Screening Filters
Market Cap ≥ $20,000,000,000 (Large Caps)
- Purpose: Focus on large, established U.S. companies.
- Rationale: When someone asks about the “best place” to put $10,000, they typically want relatively stable, lower‑risk names rather than small/speculative stocks. Large caps tend to have:
- More diversified businesses
- Better access to capital
- Greater institutional ownership and analyst coverage
This makes them a more conservative core holding for a lump‑sum investment like $10,000.
Index Component: S&P 500 (GSPC)
- Purpose: Limit the universe to companies in the S&P 500.
- Rationale: The S&P 500 is the primary benchmark for the U.S. stock market, made up of large, liquid, and vetted companies. By screening only S&P 500 components, you are:
- Staying within well‑known, broadly followed businesses
- Reducing the risk of obscure or illiquid stocks
This aligns with the idea of “best place to invest” as many investors think in terms of S&P 500–quality names or using them as core holdings.
Exchange: XNYS, XNAS, XASE (NYSE, NASDAQ, AMEX)
- Purpose: Restrict results to major U.S. exchanges.
- Rationale: These exchanges have higher listing standards and better liquidity. That means:
- Easier trade execution and tighter bid/ask spreads
- More transparency and regulatory oversight
For a typical retail investor putting $10,000 to work, this avoids OTC or less‑regulated venues.
Region: United States
- Purpose: Ensure all companies are U.S.-based.
- Rationale: Your question is specifically about the U.S. stock market.
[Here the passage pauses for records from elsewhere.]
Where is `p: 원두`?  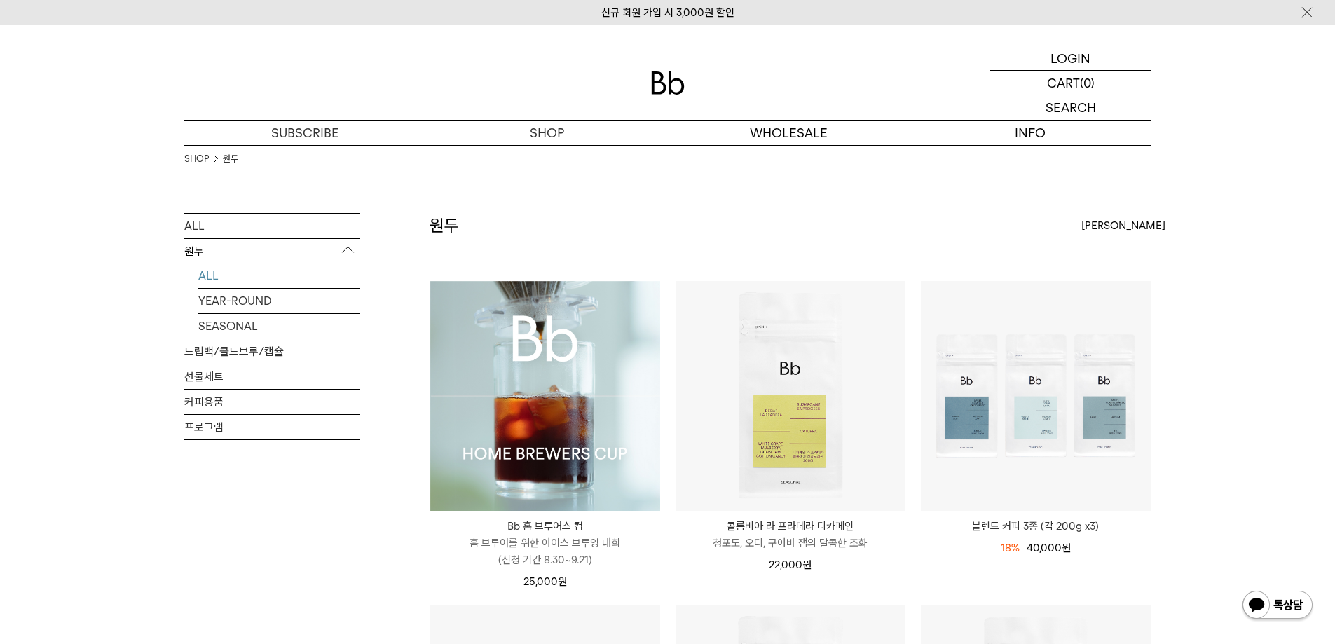
p: 원두 is located at coordinates (272, 252).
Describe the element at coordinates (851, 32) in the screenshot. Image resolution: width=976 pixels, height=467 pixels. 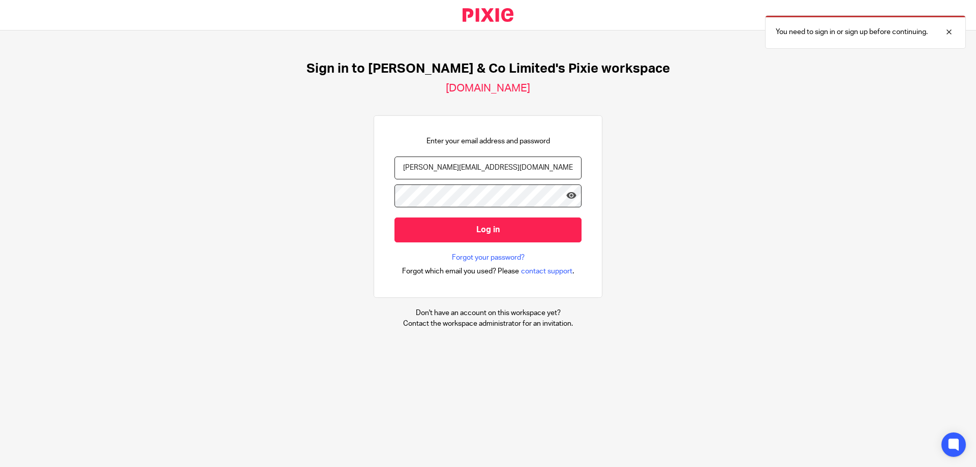
I see `p: You need to sign in or sign up before continuing.` at that location.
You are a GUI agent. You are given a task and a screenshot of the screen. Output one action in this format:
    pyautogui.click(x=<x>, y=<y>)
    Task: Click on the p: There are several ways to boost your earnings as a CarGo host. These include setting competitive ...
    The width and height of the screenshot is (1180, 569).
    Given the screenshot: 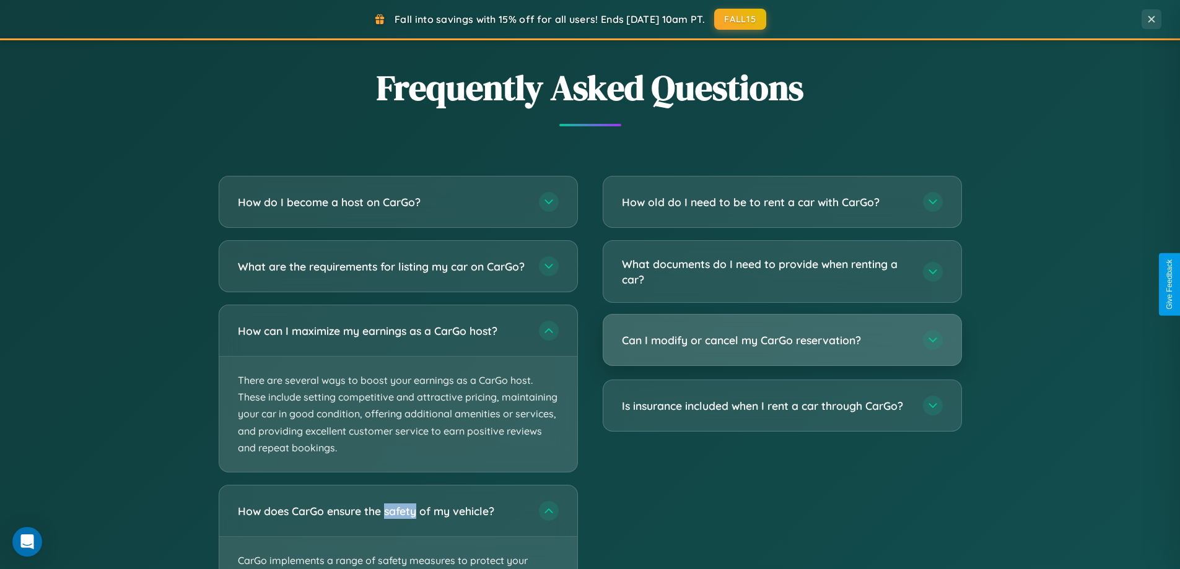 What is the action you would take?
    pyautogui.click(x=398, y=415)
    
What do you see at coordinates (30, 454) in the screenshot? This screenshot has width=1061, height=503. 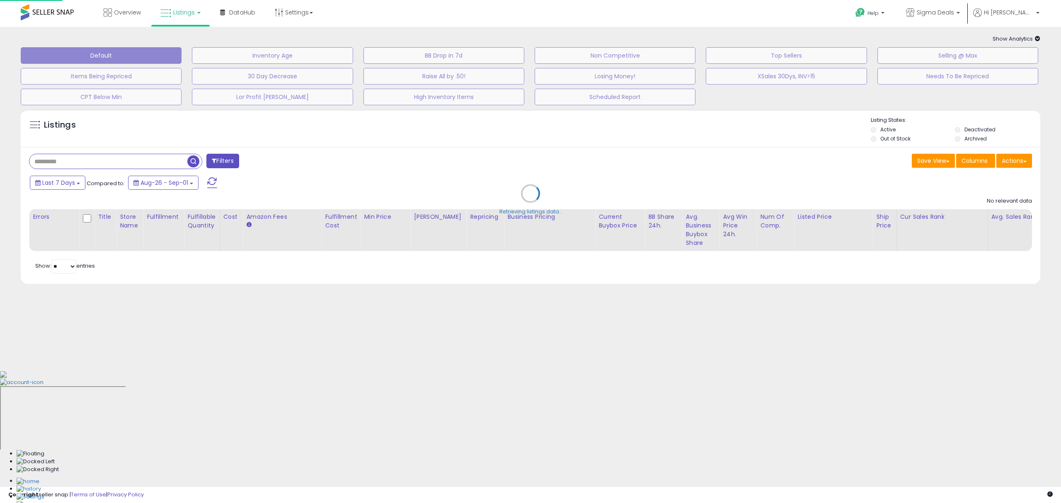 I see `img: Floating` at bounding box center [30, 454].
This filter:
- Keeps exposure in the U.S. economy and legal system
- Matches many investors’ home‑bias and tax/regulatory expectations
It ensures you’re not inadvertently pulled into foreign‑domiciled firms even if they trade in the U.S.
Net Margin ≥ 10%
- Purpose: Select companies with solid profitability.
- Rationale: A net margin of at least 10% indicates:
- The business can convert revenue into meaningful profit
- It likely has some competitive advantage or good cost control
For “best place to invest,” you typically want businesses that already demonstrate strong earnings power, not those barely breaking even.
Revenue 5‑Year CAGR ≥ 5%
- Purpose: Require a minimum level of historical growth.
- Rationale: A 5%+ compound annual growth rate in revenue over five years:
- Screens for companies that are not just profitable, but growing
- Suggests they’re participating in expanding markets or gaining share
This balances stability (large cap, S&P 500) with growth, suitable for multi‑year investing of $10,000.
P/E (TTM) between 10 and 30
- Purpose: Avoid very cheap (possibly troubled) and very expensive (potentially overhyped) stocks.
- Rationale:
- P/E < 10 can indicate distressed or no‑growth situations, where risks may be elevated.
- P/E > 30 can imply high expectations already priced in, leaving less margin for error.
A 10–30 range roughly targets:
- Reasonably valued or moderately growth‑oriented names
- A middle ground between “deep value” and “speculative high growth”
This is consistent with seeking solid, mainstream investments for a $10,000 allocation.
Why Results Match Your Intent
- You asked for the best place to invest in the U.S. stock market; the filters constrain results to large, U.S.-based, S&P 500 companies on major exchanges, which are the core of that market.
- The profitability (net margin), growth (revenue CAGR), and valuation (P/E range) filters collectively aim to surface businesses that are:
- Established and relatively stable
- Growing at a healthy pace
- Not obviously overvalued or distressed
- This approach doesn’t try to “gamble” on extreme upside; it targets higher‑quality, fundamentally sound stocks that are more suitable as core holdings for a $10,000 investment.
This list is generated based on data from one or more third party data providers. It is provided for informational purposes only by Intellectia.AI, and is not investment advice or a recommendation. Intellectia does not make any warranty or guarantee relating to the accuracy, timeliness or completeness of any third-party information, and the provision of this information does not constitute a recommendation.